Real text rotation with CSS
Just saw a great post on Jonathan Snooks’ blog about doing text rotation with CSS and how to accomplish it in IE using IE propriety filter basic image property to rotate a text block. But there is a better way using CSS3 writing-mode property that has been in IE since version 5.5.
writing-mode which is currently in the CSS3 draft specification allows us to accomplish text rotation without using propriety properties, effectively future proofing the concept as more browsers adopt the CSS3 draft spec.
The CSS
That’s it incredibly simple CSS technique that will eventually work with all browsers as their CSS3 support gets better. This is one of the handful of CSS3 supported properties in IE. The tb-rl value tells the browser to display paragraphs with the text flowing from top to bottom, right to left. Essentially rotating the text 90 degrees clockwise and aligning to the right.
This properties true intention is for displaying other languages in their correct “writing mode” such as Japanese right to left or Arabic & Hebrew which display right to left & top to bottom (rl-tb).
Support
At the moment IE is the only browser to support it starting from IE5.5 and up, IE8 adds further values through using the -ms extension. There are 4 values available from IE5.5+ and an additional 4 values for IE8+ through the -ms extension.
- lr-tb – This is the default value, left to right, top to bottom
- rl-tb – This flows the text from right to left, top to bottom
- tb-rl – Flows the text vertically from top to bottom, right to left
- bt-rl – bottom to top, right to left
- tb-lr – This and the followings value are only available in IE8+ using -ms-writing-mode. Text flows top to bottom, left to right
- bt-lr – Bottom to top, left to right
- lr-bt – Left to right, bottom to top
- rl-bt – Right to left, bottom to top
Rotate text in other browsers?
As stated in Snooks’ article we can do this in Webkit based browsers, Firefox 3.5+, Opera 11 and IE9 using the transform property.
For all browsers we need to use their vendor extensions -moz-
, -webkit-
, -o-
and -ms-
. As for Opera it neither yet supports transforms or writing-mode properties but I’m sure that will change with the upcoming release of version 10.
In the article example we need to position the element differently for browsers that support the transform property compared to ones that support writing-mode as the elements rotated still exist as horizontal elements where as with writing-mode the element is truly rotated, see screenshot below.

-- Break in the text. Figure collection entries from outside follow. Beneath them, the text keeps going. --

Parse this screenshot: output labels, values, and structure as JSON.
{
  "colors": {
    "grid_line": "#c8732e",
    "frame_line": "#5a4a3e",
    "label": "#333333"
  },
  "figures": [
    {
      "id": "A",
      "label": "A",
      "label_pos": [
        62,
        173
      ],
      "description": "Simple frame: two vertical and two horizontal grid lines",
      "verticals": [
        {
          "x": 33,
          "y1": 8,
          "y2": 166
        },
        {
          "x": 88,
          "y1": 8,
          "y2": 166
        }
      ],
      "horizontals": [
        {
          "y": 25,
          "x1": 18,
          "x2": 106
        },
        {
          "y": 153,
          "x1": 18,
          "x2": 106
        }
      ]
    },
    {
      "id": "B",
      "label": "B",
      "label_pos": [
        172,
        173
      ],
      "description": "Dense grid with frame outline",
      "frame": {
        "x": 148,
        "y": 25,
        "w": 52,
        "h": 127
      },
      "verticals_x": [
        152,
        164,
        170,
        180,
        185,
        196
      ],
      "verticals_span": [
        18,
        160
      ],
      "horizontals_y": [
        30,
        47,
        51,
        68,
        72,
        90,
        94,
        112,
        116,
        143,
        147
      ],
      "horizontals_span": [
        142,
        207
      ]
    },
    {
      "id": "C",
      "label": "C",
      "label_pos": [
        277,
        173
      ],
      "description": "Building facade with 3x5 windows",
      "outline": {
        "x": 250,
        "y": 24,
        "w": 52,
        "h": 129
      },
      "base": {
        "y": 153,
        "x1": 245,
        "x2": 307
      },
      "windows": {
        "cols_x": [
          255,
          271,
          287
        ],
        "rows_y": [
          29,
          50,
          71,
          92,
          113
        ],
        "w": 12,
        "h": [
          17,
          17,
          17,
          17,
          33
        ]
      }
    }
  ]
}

Element that is rotated is outlined and highlighted, writing-mode on left transform on right
To target the browsers that potentially support the transform property we use the CSS3 nth-child() psuedo class. Since IE9 now supports both writing-mode and transforms we’ll reset the writing direction back to normal, this way IE8 and below will still work using writing mode but IE9 and up will use the better transforms.